Millions of people are on-line today and the number is rapidly growing - yet this virtual crowd is often invisible. In this course we will examine ways of visualizing people, their activities and their interactions. Students will study the cognitive and cultural basis for social visualization through readings drawn from sociology, psychology and interface design and they will explore new ways of depicting virtual crowds and mapping electronic spaces through a series of design exercises.
What does a virtual crowd look like? How can you see the rhythms in a mediated conversation? What style of portraiture emerges in the era of data-banks and affect sensors?
The goal of social visualization is to create intuitive depictions of social information for social purposes. There are many challenges and questions in this endeavor, including the analytic (what are the relevant data?),the interpretive (what do the patterns mean?) and the artistic (how can we accurately represent the content of the data and also evoke appropriate intuitive responses?)
This course investigates these ideas through a series of readings, critiques and design studies. Students will analyze the rhythms of online conversations, the patterns found in email archives, and the characteristic activities of individuals; they will depict them using lines, colors, sounds, movement and interactions. We will study the perceptual basis of various visualization solutions, looking indepth at problems such as how to depict subjective information, the privacy issues raised by making hidden social patterns visible, and methods for using visualizations as the basis for graphical and immersive environments.
Weekly assignments will include readings in cognitive science and social psychology, critiques of existing visualizations, and a progressive series of design sketches. There will be a final project and paper.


What to produce> Each line of the data must be written out again verbatim; no image belongs in the copy.

(Data extracted from a collection)

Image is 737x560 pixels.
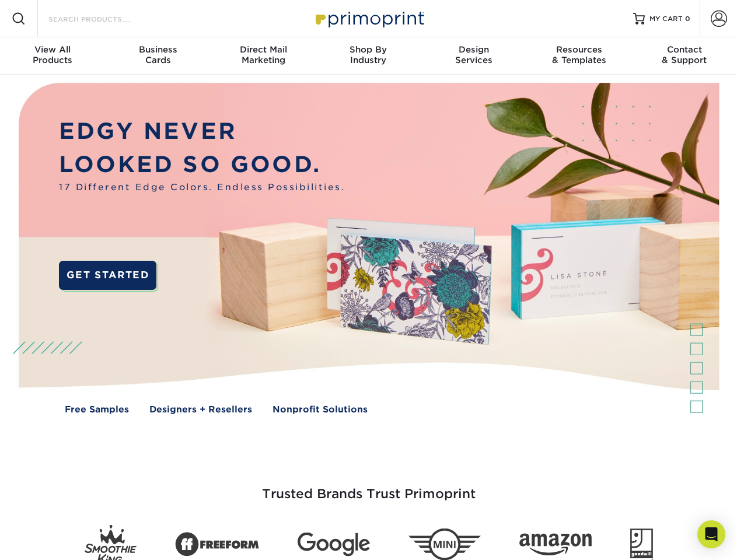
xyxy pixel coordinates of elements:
div: Industry [316,44,421,66]
div: Services [422,44,527,66]
div: & Templates [527,44,632,66]
span: Shop By [316,44,421,55]
a: Shop ByIndustry [316,38,421,74]
a: GET STARTED [59,261,156,290]
a: Contact& Support [632,38,737,74]
a: BusinessCards [105,38,210,74]
span: Design [422,44,527,55]
img: Google [298,533,370,557]
a: Nonprofit Solutions [273,403,368,417]
a: Resources& Templates [527,38,632,74]
div: Cards [105,44,210,66]
img: Primoprint [310,6,427,31]
div: & Support [632,44,737,66]
span: Resources [527,44,632,55]
h3: Trusted Brands Trust Primoprint [27,459,710,516]
span: Contact [632,44,737,55]
span: Direct Mail [211,44,316,55]
a: DesignServices [422,38,527,74]
a: Designers + Resellers [150,403,252,417]
div: Open Intercom Messenger [698,521,726,549]
img: Amazon [520,534,592,556]
span: Business [105,44,210,55]
p: EDGY NEVER [59,115,345,148]
div: Marketing [211,44,316,66]
span: MY CART [650,14,683,24]
input: SEARCH PRODUCTS..... [47,12,161,26]
p: LOOKED SO GOOD. [59,148,345,181]
span: 17 Different Edge Colors. Endless Possibilities. [59,181,345,195]
a: Direct MailMarketing [211,38,316,74]
span: 0 [685,15,691,23]
a: Free Samples [65,403,129,417]
img: Goodwill [630,529,653,560]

Exercise solution>
Image is 737x560 pixels.
xyxy pixel coordinates of elements:
div: Industry [316,44,421,66]
div: Services [422,44,527,66]
div: & Templates [527,44,632,66]
span: Shop By [316,44,421,55]
a: Shop ByIndustry [316,38,421,74]
a: GET STARTED [59,261,156,290]
a: Contact& Support [632,38,737,74]
a: BusinessCards [105,38,210,74]
span: Design [422,44,527,55]
img: Google [298,533,370,557]
a: Nonprofit Solutions [273,403,368,417]
a: Resources& Templates [527,38,632,74]
div: Cards [105,44,210,66]
img: Primoprint [310,6,427,31]
div: & Support [632,44,737,66]
span: Resources [527,44,632,55]
h3: Trusted Brands Trust Primoprint [27,459,710,516]
span: Contact [632,44,737,55]
span: Direct Mail [211,44,316,55]
a: DesignServices [422,38,527,74]
a: Designers + Resellers [150,403,252,417]
div: Open Intercom Messenger [698,521,726,549]
img: Amazon [520,534,592,556]
span: Business [105,44,210,55]
p: EDGY NEVER [59,115,345,148]
div: Marketing [211,44,316,66]
span: MY CART [650,14,683,24]
input: SEARCH PRODUCTS..... [47,12,161,26]
p: LOOKED SO GOOD. [59,148,345,181]
span: 17 Different Edge Colors. Endless Possibilities. [59,181,345,195]
a: Direct MailMarketing [211,38,316,74]
span: 0 [685,15,691,23]
a: Free Samples [65,403,129,417]
img: Goodwill [630,529,653,560]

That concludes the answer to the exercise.